Now New York artist Phil Buehler, who describes himself as "a big fan of Stanley Kubrick and Stephen King", has self-published a book credited to Torrance, repeating the phrase throughout but formatting each page differently, using the words to create different shapes from zigzags to spirals.

"The idea has probably been marinating for years, because I loved the movie and the Stephen King book," said Buehler. "I'd just finished my own obsessive art project [and] it was an idea I had over the Christmas holidays."

He said he decided to stick to type and formatting that could have been created on a typewriter, with the first ten pages duplicating shots of Torrance's work from the film. "I thought 'if he continues to get crazier, what would those pages look like?'" he said. "I hit writer's block about 60 pages in, and I had to get to 80 - that went on for about a week." His fiancée, who had neither read the book nor seen the film, became a little concerned about his actions. "I finally showed her the movie, and she realised I wasn't really losing it," said Buehler.
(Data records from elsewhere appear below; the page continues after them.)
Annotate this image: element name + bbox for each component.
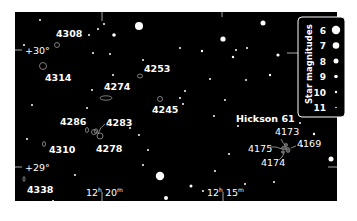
- legend-star-icon: [333, 42, 340, 49]
- star-icon: [92, 52, 94, 54]
- hickson-61-label: Hickson 61: [236, 113, 295, 124]
- ra-15-m-unit: m: [238, 186, 244, 193]
- star-icon: [39, 19, 41, 21]
- star-icon: [269, 74, 271, 76]
- star-icon: [276, 53, 279, 56]
- ra-20-minutes: 20: [105, 187, 117, 198]
- magnitude-legend: Star magnitudes 67891011: [298, 17, 345, 117]
- star-icon: [224, 207, 228, 211]
- galaxy-label: 4308: [56, 28, 83, 39]
- star-icon: [235, 49, 237, 51]
- star-icon: [135, 22, 143, 30]
- ra-20-hours: 12: [86, 187, 98, 198]
- legend-star-icon: [332, 26, 340, 34]
- star-icon: [299, 122, 301, 124]
- legend-magnitude-label: 11: [313, 103, 326, 113]
- hickson-member-label: 4175: [248, 143, 272, 154]
- star-icon: [232, 56, 234, 58]
- ra-15-hours: 12: [207, 187, 219, 198]
- star-icon: [179, 47, 181, 49]
- star-icon: [52, 200, 54, 202]
- legend-star-icon: [335, 107, 337, 109]
- legend-star-icon: [334, 75, 338, 79]
- galaxy-label: 4245: [152, 104, 178, 115]
- legend-magnitude-label: 6: [320, 26, 326, 36]
- star-icon: [237, 125, 239, 127]
- galaxy-label: 4253: [144, 63, 170, 74]
- galaxy-label: 4283: [106, 117, 132, 128]
- star-icon: [220, 36, 225, 41]
- star-chart: 4308431442534274424542864283431042784338…: [0, 0, 357, 221]
- star-icon: [97, 28, 99, 30]
- star-icon: [142, 164, 144, 166]
- ra-15-minutes: 15: [226, 187, 238, 198]
- star-icon: [91, 89, 93, 91]
- galaxy-label: 4274: [104, 81, 131, 92]
- dec-label-30: +30°: [25, 45, 50, 56]
- star-icon: [112, 74, 114, 76]
- hickson-member-label: 4169: [297, 138, 321, 149]
- star-icon: [184, 90, 186, 92]
- galaxy-label: 4278: [96, 143, 123, 154]
- dec-label-29: +29°: [25, 162, 50, 173]
- galaxy-label: 4314: [45, 72, 72, 83]
- galaxy-label: 4286: [60, 116, 87, 127]
- legend-star-icon: [334, 59, 339, 64]
- star-icon: [156, 172, 164, 180]
- galaxy-label: 4310: [49, 144, 76, 155]
- legend-magnitude-label: 9: [320, 72, 326, 82]
- star-icon: [31, 104, 33, 106]
- star-icon: [268, 205, 272, 209]
- star-icon: [202, 190, 204, 192]
- star-icon: [88, 34, 90, 36]
- star-icon: [244, 183, 246, 185]
- legend-star-icon: [335, 91, 337, 93]
- legend-magnitude-label: 7: [320, 41, 326, 51]
- star-icon: [228, 153, 230, 155]
- ra-20-m-unit: m: [117, 186, 123, 193]
- star-icon: [273, 181, 275, 183]
- star-icon: [201, 50, 203, 52]
- galaxy-label: 4338: [27, 184, 54, 195]
- star-icon: [112, 33, 116, 37]
- legend-magnitude-label: 8: [320, 57, 326, 67]
- star-icon: [245, 79, 247, 81]
- star-icon: [214, 170, 216, 172]
- star-icon: [209, 78, 211, 80]
- star-icon: [246, 47, 248, 49]
- star-icon: [147, 149, 149, 151]
- legend-magnitude-label: 10: [313, 88, 326, 98]
- star-icon: [86, 107, 88, 109]
- star-icon: [103, 23, 105, 25]
- star-icon: [224, 99, 226, 101]
- star-icon: [261, 21, 266, 26]
- star-icon: [26, 138, 28, 140]
- star-icon: [74, 174, 76, 176]
- star-icon: [142, 59, 144, 61]
- star-icon: [164, 196, 168, 200]
- star-icon: [179, 97, 181, 99]
- star-icon: [109, 53, 111, 55]
- star-icon: [213, 115, 215, 117]
- star-icon: [190, 185, 193, 188]
- star-icon: [197, 207, 200, 210]
- star-icon: [329, 157, 334, 162]
- star-icon: [138, 134, 140, 136]
- hickson-member-label: 4173: [275, 126, 299, 137]
- hickson-member-label: 4174: [261, 157, 285, 168]
- star-icon: [313, 133, 315, 135]
- star-icon: [182, 103, 184, 105]
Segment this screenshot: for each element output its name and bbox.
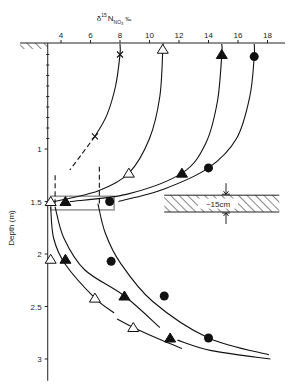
x-tick-label: 6 — [88, 31, 93, 40]
x-tick-label: 16 — [234, 31, 243, 40]
open-triangle-curve-tail — [117, 319, 182, 348]
layer-thickness-label: ~15cm — [206, 200, 231, 209]
x-tick-label: 4 — [59, 31, 64, 40]
filled-triangle-marker — [119, 291, 130, 300]
filled-triangle-marker — [176, 168, 187, 177]
filled-triangle-curve-tail — [178, 340, 271, 359]
filled-circle-marker — [160, 292, 169, 301]
x-tick-label: 18 — [263, 31, 272, 40]
filled-circle-marker — [105, 197, 114, 206]
x-axis-title: δ15NNO3‰ — [97, 12, 132, 26]
filled-circle-curve-upper — [119, 44, 255, 202]
cross-curve-dashed — [70, 136, 95, 170]
x-tick-label: 14 — [204, 31, 213, 40]
y-tick-label: 1 — [37, 145, 42, 154]
y-tick-label: 2.5 — [31, 303, 43, 312]
y-axis-title: Depth (m) — [7, 210, 16, 246]
filled-triangle-marker — [216, 50, 227, 59]
filled-circle-curve-lower — [98, 204, 269, 355]
x-tick-label: 8 — [118, 31, 123, 40]
cross-marker — [92, 133, 98, 139]
x-tick-label: 12 — [175, 31, 184, 40]
ground-surface-hatching — [20, 43, 48, 49]
filled-triangle-curve-upper — [70, 44, 222, 202]
filled-triangle-marker — [165, 333, 176, 342]
arrow-up-icon — [224, 213, 229, 224]
clay-layer-annotation: ~15cm — [164, 183, 279, 224]
ground-hatch — [20, 43, 48, 49]
filled-circle-marker — [204, 163, 213, 172]
filled-circle-marker — [107, 257, 116, 266]
open-triangle-curve-lower — [51, 207, 114, 313]
y-tick-label: 3 — [37, 355, 42, 364]
filled-circle-marker — [204, 334, 213, 343]
arrow-down-icon — [224, 183, 229, 194]
x-tick-label: 10 — [145, 31, 154, 40]
open-triangle-marker — [157, 44, 168, 53]
nitrate-isotope-depth-chart: δ15NNO3‰ 468101214161811.522.53 ~15cm De… — [0, 0, 300, 392]
filled-triangle-curve-lower — [55, 207, 160, 328]
y-tick-label: 1.5 — [31, 198, 43, 207]
cross-curve-solid — [95, 44, 120, 136]
open-triangle-marker — [128, 323, 139, 332]
open-triangle-curve-upper — [54, 44, 163, 202]
y-tick-label: 2 — [37, 250, 42, 259]
open-triangle-marker — [45, 254, 56, 263]
filled-circle-marker — [250, 52, 259, 61]
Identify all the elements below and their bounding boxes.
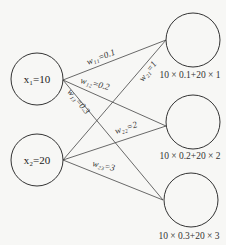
output-sum-3: 10 × 0.3+20 × 3 xyxy=(158,231,219,241)
weight-label-w21: w₂₁=1 xyxy=(137,59,159,83)
output-sum-1: 10 × 0.1+20 × 1 xyxy=(159,70,220,80)
weight-label-w23: w₂₃=3 xyxy=(92,158,117,173)
output-sum-2: 10 × 0.2+20 × 2 xyxy=(159,151,220,161)
output-node-3 xyxy=(164,173,218,227)
weight-label-w22: w₂₂=2 xyxy=(114,119,139,136)
input-label-x2: x₂=20 xyxy=(24,154,51,166)
input-label-x1: x₁=10 xyxy=(24,73,51,85)
network-diagram: x₁=10 x₂=20 10 × 0.1+20 × 1 10 × 0.2+20 … xyxy=(0,0,226,245)
output-node-1 xyxy=(166,13,220,67)
weight-label-w11: w₁₁=0.1 xyxy=(85,47,116,67)
output-node-2 xyxy=(166,95,220,149)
He's included a spoof review from the blog OverThinkingIt.com on the book's back jacket, which compares it to "the best of Beckett" in its "lack of forward momentum", and considers the struggles of the author, "heroically pitting himself against the Sisyphusean sentence". "It's that metatextual struggle of Man vs. Typewriter that gives this book its spellbinding power," the review says. "Some will dismiss it as simplistic; that's like dismissing a Pollack canvas as mere splatters of paint."

So far, Buehler says that around 1,000 people have viewed the book, for sale on Blurb.com for $8.95 in paperback, or $22.95 in hardback, and he's sold "a few" copies, with sales now starting to pick up steam. "A few people have asked me to sign it - they're looking it as a piece of art rather than a funny thing to give to a Kubrick fan," he said. "If you're not a Kubrick or King fan, you might not even get it."